Reputation: 85
I'm writing a program in Processing where I normalize a vector into a unit vector. When I do that,I expect my vector to have a magnitude of 1. However, my vector's magnitude is this (see below)
The magnitude is close to 1 but it's not exactly 1. I figured out that I could get the vector's magnitude to 1 if I declared a variable that equals the vector's magnitude and divided my vector's components by the variable instead of the vector's magnitude directly, like below.

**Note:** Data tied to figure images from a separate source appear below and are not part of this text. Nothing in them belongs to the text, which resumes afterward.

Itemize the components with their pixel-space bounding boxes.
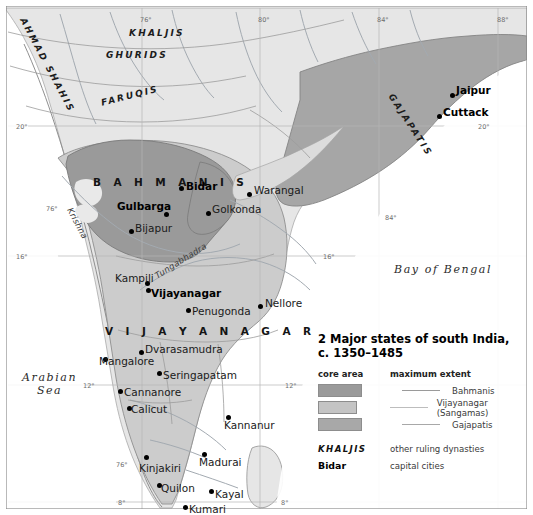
city-label-penugonda: Penugonda (192, 305, 251, 317)
sea-label-bay-of-bengal: Bay of Bengal (394, 263, 492, 276)
legend-swatch (318, 384, 362, 397)
coordinate-label-2: 84° (377, 16, 389, 24)
legend-title-line1: 2 Major states of south India, (318, 332, 530, 346)
capital-label-gulbarga: Gulbarga (117, 200, 171, 212)
sea-label-line1: Arabian (22, 371, 77, 384)
capital-dot-jaipur (450, 93, 455, 98)
capital-dot-gulbarga (164, 212, 169, 217)
legend-extra-khaljis: KHALJISother ruling dynasties (318, 444, 530, 454)
city-label-calicut: Calicut (131, 403, 167, 415)
region-label-bahmanis: B A H M A N I S (93, 176, 248, 188)
coordinate-label-4: 20° (16, 123, 28, 131)
capital-label-vijayanagar: Vijayanagar (151, 287, 221, 299)
city-dot-kinjakiri (144, 455, 149, 460)
map-legend: 2 Major states of south India, c. 1350–1… (318, 332, 530, 477)
city-label-warangal: Warangal (254, 184, 304, 196)
sea-label-arabian-sea: ArabianSea (22, 371, 77, 397)
city-label-kayal: Kayal (215, 488, 244, 500)
legend-extra-key: KHALJIS (318, 444, 390, 454)
city-dot-warangal (247, 192, 252, 197)
city-label-madurai: Madurai (199, 456, 241, 468)
city-dot-cannanore (118, 389, 123, 394)
coordinate-label-3: 88° (497, 16, 509, 24)
city-label-kinjakiri: Kinjakiri (139, 462, 181, 474)
city-dot-nellore (258, 304, 263, 309)
city-dot-bijapur (129, 229, 134, 234)
capital-label-cuttack: Cuttack (443, 106, 489, 118)
legend-row-label: Bahmanis (452, 386, 495, 396)
city-label-golkonda: Golkonda (212, 203, 261, 215)
coordinate-label-11: 8° (118, 499, 125, 507)
legend-row-gajapatis: Gajapatis (318, 417, 530, 432)
legend-extra-rows: KHALJISother ruling dynastiesBidarcapita… (318, 444, 530, 471)
city-dot-kumari (183, 505, 188, 510)
legend-line-wrap (390, 390, 452, 392)
region-label-vijayanagar: V I J A Y A N A G A R (105, 325, 316, 337)
legend-column-headers: core area maximum extent (318, 369, 530, 379)
sea-label-line2: Sea (22, 384, 77, 397)
legend-line-wrap (382, 407, 437, 409)
legend-line-wrap (390, 424, 452, 426)
legend-extra-bidar: Bidarcapital cities (318, 460, 530, 471)
legend-extra-desc: capital cities (390, 461, 444, 471)
coordinate-label-13: 76° (116, 461, 128, 469)
city-label-kannanur: Kannanur (224, 419, 275, 431)
city-label-cannanore: Cannanore (124, 386, 181, 398)
legend-title: 2 Major states of south India, c. 1350–1… (318, 332, 530, 360)
legend-header-core-area: core area (318, 369, 390, 379)
legend-swatch (318, 401, 357, 414)
legend-swatch (318, 418, 362, 431)
legend-extent-line (402, 390, 440, 392)
legend-extent-line (402, 424, 440, 426)
coordinate-label-14: 76° (46, 205, 58, 213)
legend-header-max-extent: maximum extent (390, 369, 471, 379)
dynasty-label-khaljis: KHALJIS (129, 28, 185, 38)
coordinate-label-0: 76° (140, 16, 152, 24)
coordinate-label-10: 84° (385, 214, 397, 222)
coordinate-label-12: 8° (281, 499, 288, 507)
city-dot-seringapatam (157, 371, 162, 376)
capital-label-jaipur: Jaipur (456, 84, 491, 96)
city-label-mangalore: Mangalore (99, 355, 154, 367)
city-label-bijapur: Bijapur (135, 222, 172, 234)
city-label-quilon: Quilon (161, 482, 195, 494)
coordinate-label-6: 16° (16, 253, 28, 261)
legend-row-label: Gajapatis (452, 420, 493, 430)
legend-extra-desc: other ruling dynasties (390, 444, 484, 454)
coordinate-label-7: 16° (323, 253, 335, 261)
city-label-nellore: Nellore (265, 297, 302, 309)
city-label-kumari: Kumari (189, 503, 226, 515)
map-canvas: 76°80°84°88°20°20°16°16°12°12°84°8°8°76°… (0, 0, 533, 515)
capital-label-bidar: Bidar (186, 180, 217, 192)
coordinate-label-5: 20° (478, 123, 490, 131)
legend-extra-key: Bidar (318, 460, 390, 471)
city-label-dvarasamudra: Dvarasamudra (145, 343, 223, 355)
legend-row-vijayanagar-sangamas-: Vijayanagar (Sangamas) (318, 400, 530, 415)
coordinate-label-9: 12° (285, 382, 297, 390)
sea-label-line1: Bay of Bengal (394, 263, 492, 276)
capital-dot-cuttack (437, 114, 442, 119)
coordinate-label-1: 80° (258, 16, 270, 24)
capital-dot-bidar (179, 186, 184, 191)
city-dot-kayal (209, 489, 214, 494)
legend-extent-line (390, 407, 428, 409)
city-dot-golkonda (206, 211, 211, 216)
legend-rows: BahmanisVijayanagar (Sangamas)Gajapatis (318, 383, 530, 432)
city-label-seringapatam: Seringapatam (163, 369, 237, 381)
legend-row-bahmanis: Bahmanis (318, 383, 530, 398)
city-dot-penugonda (186, 308, 191, 313)
legend-row-label: Vijayanagar (Sangamas) (437, 398, 530, 418)
legend-title-line2: c. 1350–1485 (318, 346, 530, 360)
dynasty-label-ghurids: GHURIDS (106, 50, 168, 60)
city-label-kampili: Kampili (115, 272, 154, 284)
coordinate-label-8: 12° (83, 382, 95, 390)
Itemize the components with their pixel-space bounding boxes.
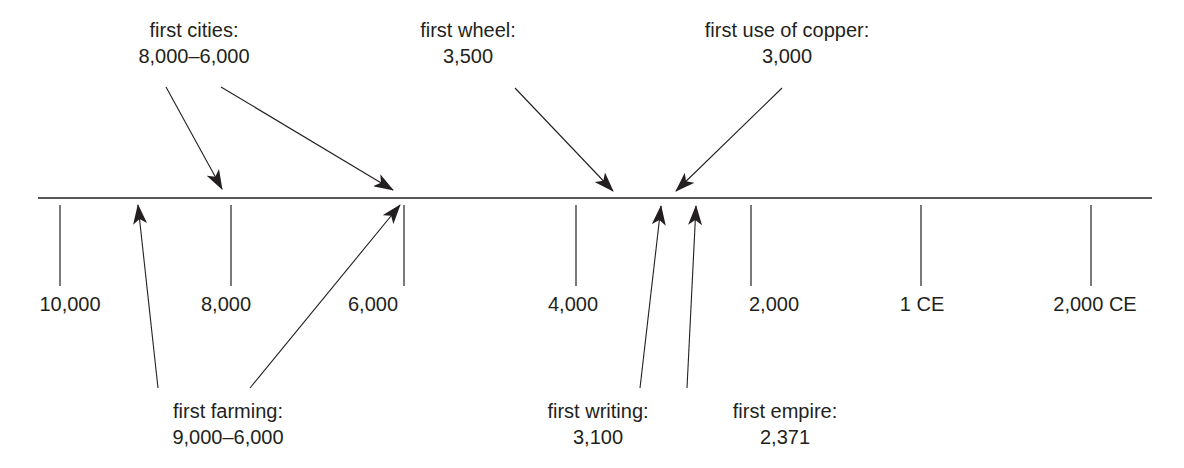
arrow-cities-start (166, 87, 222, 189)
tick-label-6000: 6,000 (348, 292, 398, 316)
event-date: 3,500 (420, 43, 516, 69)
event-first-writing: first writing: 3,100 (547, 398, 648, 450)
arrow-wheel (515, 88, 613, 191)
event-first-wheel: first wheel: 3,500 (420, 17, 516, 69)
event-date: 3,100 (547, 424, 648, 450)
event-first-cities: first cities: 8,000–6,000 (138, 17, 249, 69)
event-date: 8,000–6,000 (138, 43, 249, 69)
event-title: first wheel: (420, 17, 516, 43)
event-title: first cities: (138, 17, 249, 43)
event-first-empire: first empire: 2,371 (733, 398, 837, 450)
arrow-farming-start (138, 205, 158, 388)
arrow-empire (687, 206, 696, 388)
tick-label-2000: 2,000 (749, 292, 799, 316)
event-title: first empire: (733, 398, 837, 424)
event-title: first writing: (547, 398, 648, 424)
tick-label-8000: 8,000 (201, 292, 251, 316)
tick-label-4000: 4,000 (548, 292, 598, 316)
event-title: first farming: (172, 398, 283, 424)
event-date: 3,000 (705, 43, 870, 69)
event-first-farming: first farming: 9,000–6,000 (172, 398, 283, 450)
event-title: first use of copper: (705, 17, 870, 43)
tick-label-1ce: 1 CE (900, 292, 944, 316)
arrow-cities-end (221, 87, 393, 190)
tick-label-10000: 10,000 (39, 292, 100, 316)
arrow-writing (640, 206, 661, 388)
event-date: 9,000–6,000 (172, 424, 283, 450)
event-date: 2,371 (733, 424, 837, 450)
event-first-copper: first use of copper: 3,000 (705, 17, 870, 69)
arrow-copper (676, 88, 782, 191)
tick-label-2000ce: 2,000 CE (1053, 292, 1136, 316)
axis-ticks (60, 205, 1091, 286)
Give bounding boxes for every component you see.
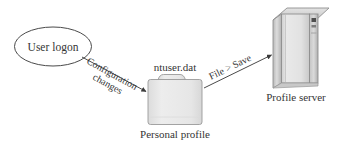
edge-file-save: File > Save xyxy=(204,52,272,88)
server-base xyxy=(273,83,318,88)
edge-configuration-changes: Configuration changes xyxy=(82,55,146,96)
diagram-canvas: User logon Configuration changes ntuser.… xyxy=(0,0,341,152)
diagram-svg: User logon Configuration changes ntuser.… xyxy=(0,0,341,152)
server-left-panel xyxy=(273,14,282,88)
profile-server-caption: Profile server xyxy=(266,91,326,103)
server-drive-strip xyxy=(310,14,319,83)
node-profile-server[interactable]: Profile server xyxy=(266,8,329,103)
server-led-icon xyxy=(312,25,317,28)
user-logon-label: User logon xyxy=(28,41,79,54)
node-user-logon[interactable]: User logon xyxy=(15,27,92,66)
ntuser-dat-label: ntuser.dat xyxy=(154,61,196,73)
personal-profile-caption: Personal profile xyxy=(140,128,210,140)
server-drive-bay-icon xyxy=(312,18,317,22)
node-personal-profile[interactable]: ntuser.dat Personal profile xyxy=(140,61,210,140)
folder-body-shape xyxy=(148,80,202,125)
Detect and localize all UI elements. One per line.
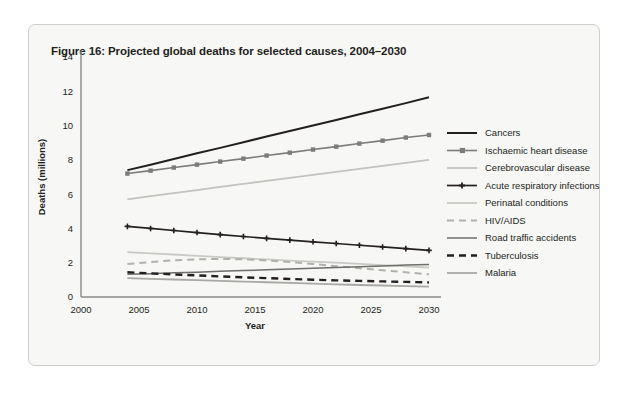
- series-marker: [357, 242, 363, 248]
- line-chart: 024681012142000200520102015202020252030Y…: [29, 25, 601, 367]
- x-tick-label: 2025: [360, 304, 381, 315]
- legend-marker: [459, 183, 465, 189]
- y-tick-label: 4: [68, 223, 73, 234]
- legend-marker: [460, 148, 465, 153]
- y-tick-label: 8: [68, 154, 73, 165]
- series-marker: [427, 133, 431, 137]
- series-marker: [426, 248, 432, 254]
- series-marker: [241, 156, 245, 160]
- series-marker: [195, 162, 199, 166]
- x-tick-label: 2010: [186, 304, 207, 315]
- y-tick-label: 0: [68, 291, 73, 302]
- series-marker: [171, 228, 177, 234]
- series-marker: [125, 171, 129, 175]
- series-marker: [311, 147, 315, 151]
- y-tick-label: 12: [62, 86, 73, 97]
- legend-label-1[interactable]: Ischaemic heart disease: [485, 145, 587, 156]
- series-marker: [125, 224, 131, 230]
- series-line-0: [127, 97, 429, 170]
- series-marker: [380, 138, 384, 142]
- y-tick-label: 2: [68, 257, 73, 268]
- series-marker: [380, 244, 386, 250]
- legend-label-5[interactable]: HIV/AIDS: [485, 215, 526, 226]
- series-marker: [218, 159, 222, 163]
- series-marker: [148, 168, 152, 172]
- series-marker: [172, 165, 176, 169]
- series-marker: [404, 135, 408, 139]
- x-tick-label: 2005: [128, 304, 149, 315]
- series-marker: [403, 246, 409, 252]
- legend-label-2[interactable]: Cerebrovascular disease: [485, 162, 590, 173]
- x-tick-label: 2015: [244, 304, 265, 315]
- series-marker: [334, 144, 338, 148]
- legend-label-8[interactable]: Malaria: [485, 267, 517, 278]
- y-axis-title: Deaths (millions): [36, 139, 47, 216]
- series-marker: [264, 153, 268, 157]
- legend-label-0[interactable]: Cancers: [485, 127, 521, 138]
- series-marker: [264, 236, 270, 242]
- series-marker: [241, 234, 247, 240]
- x-tick-label: 2030: [418, 304, 439, 315]
- series-marker: [310, 239, 316, 245]
- legend-label-7[interactable]: Tuberculosis: [485, 250, 539, 261]
- y-tick-label: 10: [62, 120, 73, 131]
- series-marker: [288, 150, 292, 154]
- series-marker: [333, 241, 339, 247]
- figure-card: Figure 16: Projected global deaths for s…: [28, 24, 600, 366]
- series-line-7: [127, 272, 429, 282]
- x-axis-title: Year: [245, 320, 265, 331]
- chart-plot-area: 024681012142000200520102015202020252030Y…: [29, 25, 601, 367]
- y-tick-label: 6: [68, 189, 73, 200]
- series-marker: [217, 232, 223, 238]
- series-marker: [357, 141, 361, 145]
- x-tick-label: 2000: [70, 304, 91, 315]
- series-marker: [194, 230, 200, 236]
- series-marker: [287, 237, 293, 243]
- series-marker: [148, 226, 154, 232]
- legend-label-6[interactable]: Road traffic accidents: [485, 232, 576, 243]
- legend-label-4[interactable]: Perinatal conditions: [485, 197, 568, 208]
- legend-label-3[interactable]: Acute respiratory infections: [485, 180, 600, 191]
- y-tick-label: 14: [62, 51, 73, 62]
- x-tick-label: 2020: [302, 304, 323, 315]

Any idea why my vector's magnitude is more accurate when I use a variable?
mag
equals mag()
, mag
is a float while mag()
returns a float so I don't understand why I'm getting a difference in magnitudes.
My entire code is below.
PVector center, mouse;
void setup() {
size(1000,300);
background(0);
stroke(255);
center = new PVector(width/2,height/2);
}
void draw() {
background(0);
mouse = new PVector(mouseX, mouseY);
mouse.sub(center); //Mouse is now the vector between mouse and center.
mouse.normalize();
println("magnitude: " + mouse.mag() +
", Vector coordinates: (" + mouse.xPos + "," + mouse.yPos + ")" );
/* These values are getting normalized already, so the magnitude of the
vectors should be equal to 1.
*/
translate(center.xPos, center.yPos);
line(0,0,mouse.xPos,mouse.yPos);
}
class PVector {
float xPos; // xPos and yPos are the vector's components.
float yPos;
PVector (float xTemp, float yTemp) {
xPos = xTemp;
yPos = yTemp;
}
void sub(PVector vectorTemp) {
xPos = xPos - vectorTemp.xPos;
yPos = yPos - vectorTemp.yPos;
}
float mag() {
float magnitude = sqrt(xPos * xPos + yPos * yPos);
return magnitude;
}
void normalize() {
float mag = mag(); // My vector's magnitude is 1 when I use a variable.
xPos = xPos/mag;
yPos = yPos/mag;
}
}
Upvotes: 1
Views: 453
Reputation:
The first (imprecise) version has one flaw:
It updates xPos
and afterwards calculates mag()
with the updated xPos
. Which means yPos
is scaled relative to an entirely different vertex.
E.g. a sample flow of that method for a vector (3, 4)
would look like this:
xPos = 3
yPos = 4
mag() = sqrt(3^2 + 4^2) = 5
xPos = 3 / 5
mag() = sqrt(3^2/5^2 + 4^2) ~= 4.045
yPos = 4 / ~4.045
which leads to an overall magnitude of ~1,2605 in the above example.
The other version on the other hand correctly first calculates the magnitude and afterwards updates the position-values.